A concern about a more extensive use of the Value Added Tax (VAT) in national tax systems often arises both from its impact on aggregate consumption and its alleged regressivity over income. Yet, the empirical evidence on this latter issue is still narrow mainly due to the lack of joint data on income and expenditures with enough detail to account for commodity-specific tax rates. After discussing relevant problems in the measurement of VAT incidence over current income – which are likely to cause severe upward bias in the estimated regressivity – the paper aixsms at analysing the distributional implications of different VAT structures. In a framework of marginal tax reforms, relying on the concept of Gini elasticity (Yitzhaki, 1983), a general methodology is proposed to analyse and improve the distributional profile of VAT over income. Using a static microsimulation model (EGaLiTe), the methodology is applied on a comprehensive dataset of expenditures and incomes obtained by a statistical matching of two different sources representative of the Italian population. It is shown that an alternative allocation of goods among existing rates could mitigate the regressive profile of the tax over income, and that a properly designed two-rate setting could even improve the distributional outcome compared with the current setting. Finally, behavioural responses to tax-driven price changes are also simulated in order to assess the potential impact of the proposed reforms on aggregate expenditures.

Regressivity reducing VAT reforms / Gastaldi, Francesca; Liberati, Paolo; Pisano, Elena; Tedeschi, Simone. - In: THE INTERNATIONAL JOURNAL OF MICROSIMULATION. - ISSN 1747-5864. - 10:1(2017), pp. 39-71.

Regressivity reducing VAT reforms

Francesca Gastaldi;
2017

Abstract

A concern about a more extensive use of the Value Added Tax (VAT) in national tax systems often arises both from its impact on aggregate consumption and its alleged regressivity over income. Yet, the empirical evidence on this latter issue is still narrow mainly due to the lack of joint data on income and expenditures with enough detail to account for commodity-specific tax rates. After discussing relevant problems in the measurement of VAT incidence over current income – which are likely to cause severe upward bias in the estimated regressivity – the paper aixsms at analysing the distributional implications of different VAT structures. In a framework of marginal tax reforms, relying on the concept of Gini elasticity (Yitzhaki, 1983), a general methodology is proposed to analyse and improve the distributional profile of VAT over income. Using a static microsimulation model (EGaLiTe), the methodology is applied on a comprehensive dataset of expenditures and incomes obtained by a statistical matching of two different sources representative of the Italian population. It is shown that an alternative allocation of goods among existing rates could mitigate the regressive profile of the tax over income, and that a properly designed two-rate setting could even improve the distributional outcome compared with the current setting. Finally, behavioural responses to tax-driven price changes are also simulated in order to assess the potential impact of the proposed reforms on aggregate expenditures.
2017
taxes and benefits, VAT, redistribution, tax incidence, Gini elasticity, microsimulation
01 Pubblicazione su rivista::01a Articolo in rivista
Regressivity reducing VAT reforms / Gastaldi, Francesca; Liberati, Paolo; Pisano, Elena; Tedeschi, Simone. - In: THE INTERNATIONAL JOURNAL OF MICROSIMULATION. - ISSN 1747-5864. - 10:1(2017), pp. 39-71.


▶ _Exercise brief_:
Exactly as they appear, output all of the records. Skip any images.

-----

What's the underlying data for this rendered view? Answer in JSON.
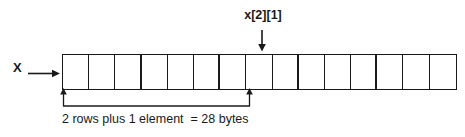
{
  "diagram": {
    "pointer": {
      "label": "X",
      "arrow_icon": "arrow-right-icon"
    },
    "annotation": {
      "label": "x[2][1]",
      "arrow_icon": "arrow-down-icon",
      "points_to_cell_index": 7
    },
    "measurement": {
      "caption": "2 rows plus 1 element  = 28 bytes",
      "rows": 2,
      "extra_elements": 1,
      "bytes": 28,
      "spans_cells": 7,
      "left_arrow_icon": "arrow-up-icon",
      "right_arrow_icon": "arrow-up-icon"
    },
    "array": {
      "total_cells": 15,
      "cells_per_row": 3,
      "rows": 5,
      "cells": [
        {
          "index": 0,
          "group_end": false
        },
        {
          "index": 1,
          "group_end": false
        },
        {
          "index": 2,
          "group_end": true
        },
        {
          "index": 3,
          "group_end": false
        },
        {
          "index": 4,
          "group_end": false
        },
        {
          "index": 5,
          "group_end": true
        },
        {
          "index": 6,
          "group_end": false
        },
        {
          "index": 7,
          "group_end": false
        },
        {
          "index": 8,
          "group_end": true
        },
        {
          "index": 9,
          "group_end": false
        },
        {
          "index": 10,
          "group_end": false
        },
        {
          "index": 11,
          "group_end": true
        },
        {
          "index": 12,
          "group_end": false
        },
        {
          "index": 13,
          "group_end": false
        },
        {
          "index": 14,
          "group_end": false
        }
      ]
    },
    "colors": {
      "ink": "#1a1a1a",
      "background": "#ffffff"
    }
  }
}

-----

▶ _Answer section_:
What's the underlying data for this rendered view? Answer in JSON.
{
  "diagram": {
    "pointer": {
      "label": "X",
      "arrow_icon": "arrow-right-icon"
    },
    "annotation": {
      "label": "x[2][1]",
      "arrow_icon": "arrow-down-icon",
      "points_to_cell_index": 7
    },
    "measurement": {
      "caption": "2 rows plus 1 element  = 28 bytes",
      "rows": 2,
      "extra_elements": 1,
      "bytes": 28,
      "spans_cells": 7,
      "left_arrow_icon": "arrow-up-icon",
      "right_arrow_icon": "arrow-up-icon"
    },
    "array": {
      "total_cells": 15,
      "cells_per_row": 3,
      "rows": 5,
      "cells": [
        {
          "index": 0,
          "group_end": false
        },
        {
          "index": 1,
          "group_end": false
        },
        {
          "index": 2,
          "group_end": true
        },
        {
          "index": 3,
          "group_end": false
        },
        {
          "index": 4,
          "group_end": false
        },
        {
          "index": 5,
          "group_end": true
        },
        {
          "index": 6,
          "group_end": false
        },
        {
          "index": 7,
          "group_end": false
        },
        {
          "index": 8,
          "group_end": true
        },
        {
          "index": 9,
          "group_end": false
        },
        {
          "index": 10,
          "group_end": false
        },
        {
          "index": 11,
          "group_end": true
        },
        {
          "index": 12,
          "group_end": false
        },
        {
          "index": 13,
          "group_end": false
        },
        {
          "index": 14,
          "group_end": false
        }
      ]
    },
    "colors": {
      "ink": "#1a1a1a",
      "background": "#ffffff"
    }
  }
}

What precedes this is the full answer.